In fairness, it is somewhat justifiable that such a large and integral industry is still operating on yellow pads of lined paper. For the last several decades, the promise of technology has been overshadowed by the reality of salesmanship. Some sold integrated solutions, while looking past how achieving such nirvana was too costly or simply unattainable for most. Some sold larger scale capabilities, having not once built an actual home. Some sold futuristic building-method or supply-chain approaches, without the means to meet mass production.
The impossible is becoming possible.
“Fool us twice…” say the developers, as they peer skeptically at today’s new class of construction technology offerings.

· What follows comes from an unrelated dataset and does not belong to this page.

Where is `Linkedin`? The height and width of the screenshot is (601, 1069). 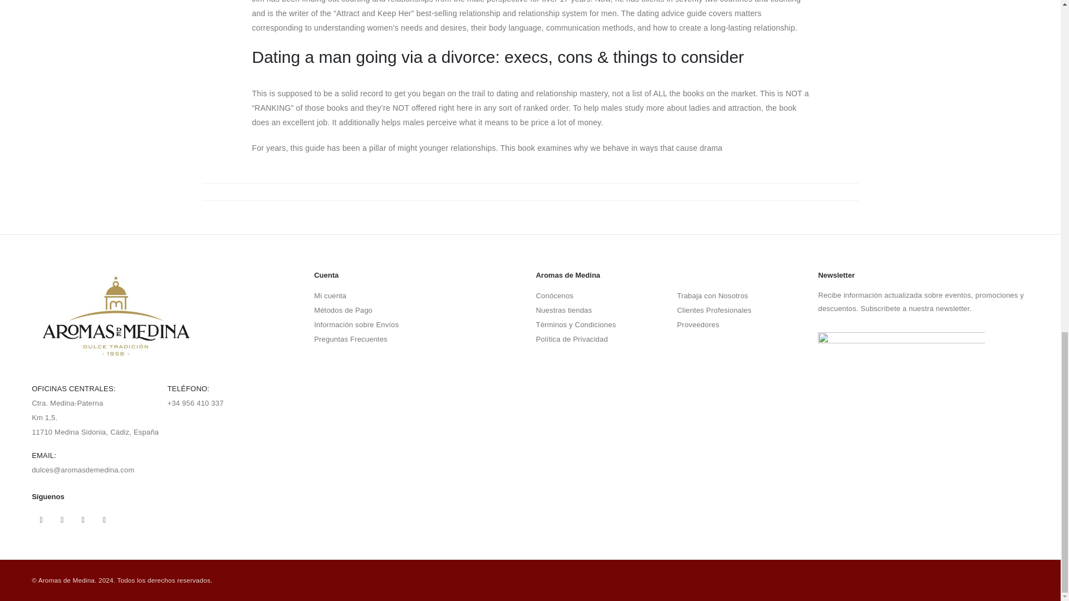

But the truly foolish thing right now, in a market that increasingly demands every drop of efficiency, would be to reject tomorrow on account of yesterday.
Tomorrow’s homebuilding process must utilize comprehensive, accessible data in order to make every step more predictable: infusing insight into decision-making, network dynamics into bidding, smart scheduling into management and reporting, and consistency in how vendors get paid.
Data accessibility further supports an elastic, dis-integrated model for construction where critical information is shared in real time across arms-length stakeholders. Where process solutions are effectively custom-fit across the spectrum of developers, projects, and scale, yet platformed in a way that makes them accessible to all. Imagine being able to change almost any part of the process midstream in reaction to any event, whether it’s a customer request, a market fluctuation, or dictated by conditions on the ground.
From greater predictability comes greater creativity.
Tomorrow’s developers will have the capacity to think about alternative materials, alternative methods of manufacturing, sustainability, and equity in ways they couldn’t have before.
Ultimately, more data also means more elasticity; the ability for all key stakeholders — the developer, the general contractor, and the trades — to scale up or down depending on the project.
If today is characterized by data-deficiency, then tomorrow must be defined by data-efficiency.
And it’s already happening.
This isn’t another promise or an altruistic imperative, but a reality that is already well underway. We know because Mosaic is already at its forefront, already elastic and dis-integrated, and already national.
Operational in Arizona, Texas, Colorado, and Idaho, with at least five more states to be added next year, we’re increasing our footprint – and, as such, our access to data – so as to increase the impact of our innovation. As no other tech platform has the expertise in also building homes that we do.
Today it’s hard to get faster and cheaper. But we can get better.
The promise of “faster, cheaper, better” thinned amongst pandemic and supply-chain woes, and was eventually laid to rest by rising construction costs and interest rates.
All of which are very much part of creating the challenges we face this National Homeownership Month. And all of which have accelerated the breakdown of centuries of vertical integration. Managing all stages of production under one roof constricts the entire supply chain. It does not actually streamline anything. Generations of trades then struggle under the pressure to work “faster, cheaper, and better,” while developers find margins increasingly difficult to maintain.
The result?
Fewer trades. Stalled projects. And a construction process that is predictably not much faster, not much cheaper, and no better today than it was before. But with greater data, the homebuilding and construction process will be better. Technology must and will address the many uncertainties in modern homebuilding and construction in order to make the process elastic, dis-integrated, predictable, and ultimately, more creative.